The International Space Station is hidden in this gorgeous photo of the moon. Can you spot it?

1 week ago 10
  • A stunning new photo shows the International Space Station passing in front of the moon.
  • The ISS appears tiny against the moon's vastness — and it's almost 239,000 miles closer.
  • Can you see the ISS? The photo has another Easter egg too — a site for future human moon landings.

The moon isn't Earth's only iconic satellite. The International Space Station is up there too, circling the planet 16 times each day. You just don't see it.

A stunning new photo shows just how small the football-field-sized orbiting laboratory is compared to the moon.

Take a look:

the moon glowing in sunlight with half of it shrouded in darkness

The International Space Station passing in front of the moon. Andrew McCarthy

Can you see the space station? Here's a hint: It's near the boundary between light and dark.

Astrophotographer Andrew McCarthy captured this image of the ISS as its orbit carried it across the face of the moon, from his perspective in Arizona. The ISS is about 250 miles away, and the moon is about 239,000 miles away.
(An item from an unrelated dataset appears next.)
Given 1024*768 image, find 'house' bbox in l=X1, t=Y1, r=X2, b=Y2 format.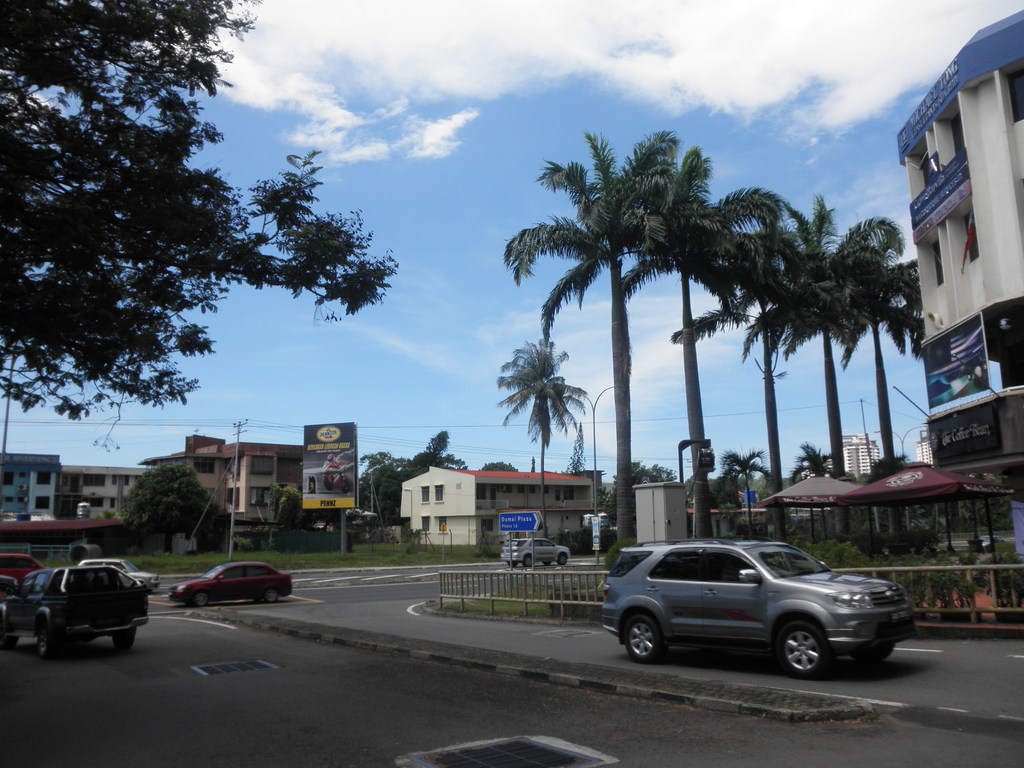
l=898, t=16, r=1023, b=556.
Let's zoom in a little closer.

same image zoomed into the top half of the moon showing boundary between light and dark across a field of craters with the international space station as a small bright shape just barely on the dark edge

The space station is in here somewhere... Andrew McCarthy

Do you see the ISS now? It's right here, near the top:

fuzzy bright shape of international space station a metal tube with long arms in space against the backdrop of the lunar surface covered in craters

Yup, that's the space station! Andrew McCarthy

"I think there's a very nice juxtaposition," McCarthy told Business Insider of the photo, adding that the ISS has "a haphazard-looking design with the way the radiators jut out and the solar panels jut out," next to the moon's rugged, natural craters.

It was daytime, which lends the image a "soft, pastel-y look," he said.

The telescope almost missed it

Taking a photo like this is no easy feat.

To capture the few seconds when the ISS zoomed across the moon's face, McCarthy said he had to drive three hours to set up his telescope and computer equipment in the right area and point it to exactly the right spot of the sky at exactly the right time.

spacecraft international space station zips through space against the backdrop of the cratered lunar surface

The ISS was only visible against the moon for a few seconds. Andrew McCarthy

Once he'd pulled over to the side of a dirt road and set up all his equipment, McCarthy said he was racing to solve technical problems and get the shot. The sun was bright, which made it difficult to see the computer screen where he was recording what his telescope saw.

"I had no idea if it was really in focus," he said.

Then, one of his laptops died. No matter, McCarthy thought, because he had two different telescope-laptop-camera stations in case this happened. He sells prints of these photos, after all.

However, the second station's camera wasn't recording enough frames per second. By the time he'd swapped cameras, there were only two minutes left until the space station zoomed past — and his telescope was looking at the wrong part of the moon.

McCarthy recalled the final moments of his telescope drama: "I try to keep my cool, to slowly pan across the moon until I get to the area where I know the station is going to transit. The moment I get there, I see the station zip through the screen."

McCarthy wasn't sure if he'd gotten a crisp image until he reloaded the video, scanned through the 6,000 images in it to find the moment of the space station's transit, and looked at each frame. He was relieved to see the result.

"It was amazing — like the best one I've ever done," he said.

McCarthy stayed at the spot for another hour to slowly pan his telescope across the rest of the moon, capturing each portion of it in the same crisp, zoomed-in field of vision. He stacked and stitched together about 108,000 images to get a complete, high-resolution mosaic of the entire moon with the ISS.

NASA's future moon-landing site

There's another Easter egg in this photo, too. Near the top you can see Shackleton Crater on the lunar south pole.

zoomed in corner of the moon covered in craters with one crater on the horizon overlaid with a red circle and the international space station flying past below

Shackleton Crater is visible in McCarthy's shot. Yes, the moon's south pole is at the top of the photo. Andrew McCarthy

NASA is eyeing the area around that 13-mile-wide depression for its next human moon landing — the first mission to put astronauts on the lunar surface since 1972.

Scientists believe that permanently shadowed craters on the lunar south pole are rich in frozen water, which will be a crucial resource for expanding further into deep space. Water can be broken down into hydrogen and oxygen to fuel rocket launches — perhaps enough fuel to launch from the moon to Mars.

The ISS, meanwhile, is aging and due for retirement in the 2030s. McCarthy's new image shows two eras of space exploration — the space-station era coming to a close and the moon-base era that NASA and its business partners are forging anew.

"In this photo, you're looking at the pinnacle of human ingenuity and engineering," McCarthy said. "The space station has taught us so much about the human body, and it's given us a lot of information that we're going to use as we continue to pursue those seemingly impossible frontiers."